*Your objective*:
Skip all pictures; return exactly the lines from the one containing "This screenshot has height=560, width=747." through the end of the data.

*Materials provided*:
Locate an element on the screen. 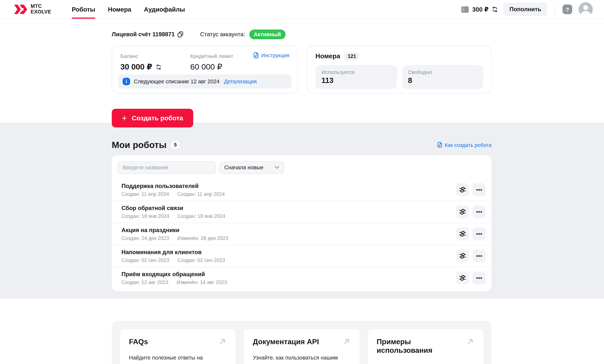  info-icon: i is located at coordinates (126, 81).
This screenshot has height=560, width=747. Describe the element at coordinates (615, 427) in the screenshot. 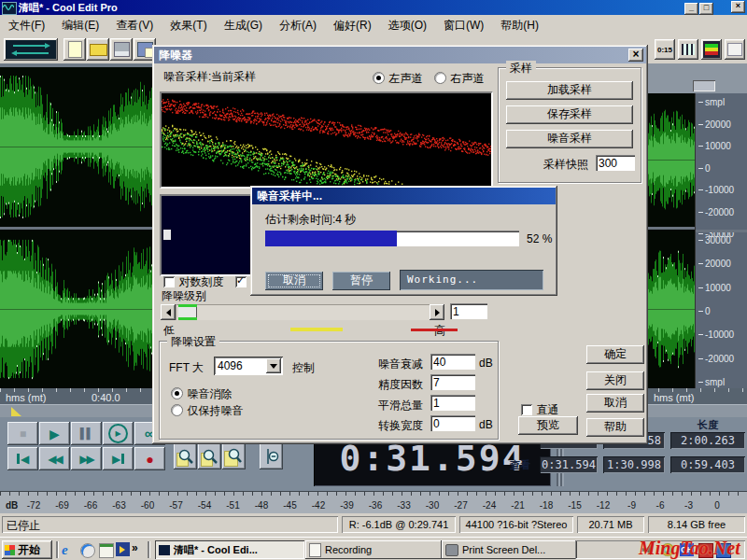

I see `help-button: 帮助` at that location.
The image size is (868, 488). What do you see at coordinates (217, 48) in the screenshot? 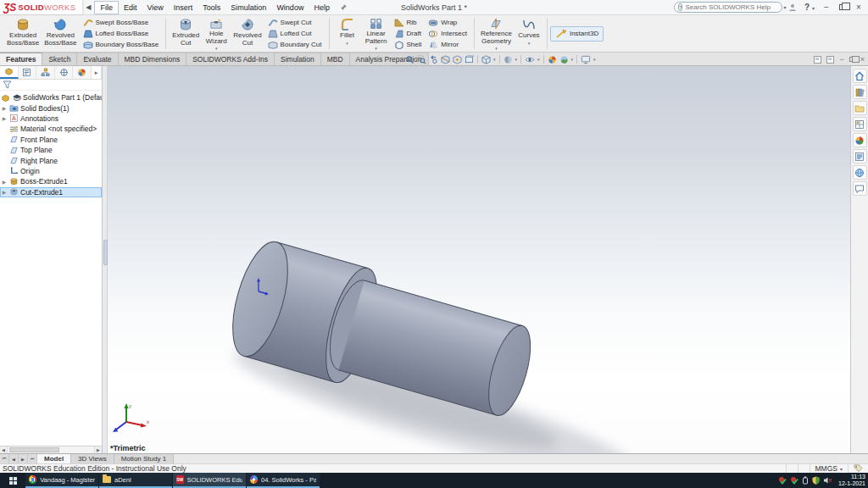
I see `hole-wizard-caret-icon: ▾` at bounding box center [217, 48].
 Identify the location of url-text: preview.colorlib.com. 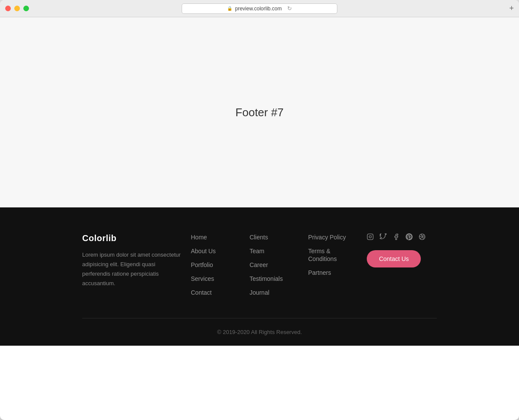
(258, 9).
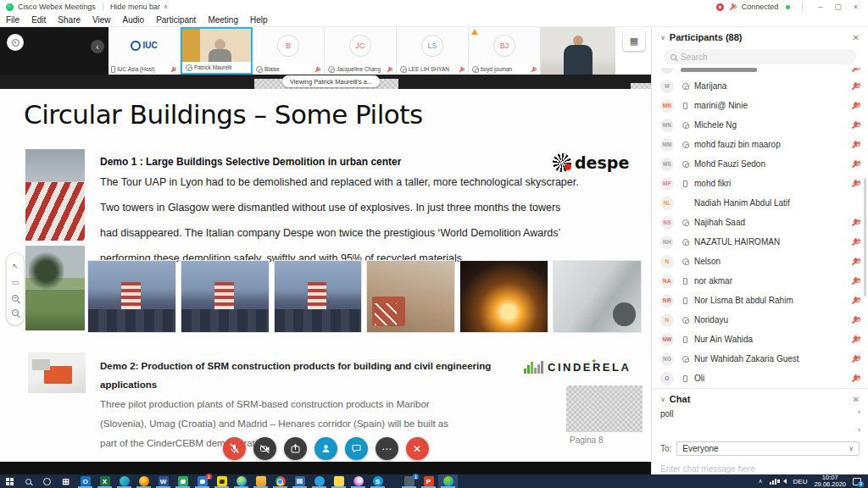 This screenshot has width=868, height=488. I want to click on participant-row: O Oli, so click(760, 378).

*Your solution*:
This screenshot has height=560, width=747. Describe the element at coordinates (615, 427) in the screenshot. 

I see `help-button: 帮助` at that location.
The image size is (868, 488). What do you see at coordinates (217, 48) in the screenshot? 
I see `hole-wizard-caret-icon: ▾` at bounding box center [217, 48].
 Identify the location of url-text: preview.colorlib.com. 
(258, 9).
 This screenshot has width=868, height=488. I want to click on participant-row: O Oli, so click(760, 378).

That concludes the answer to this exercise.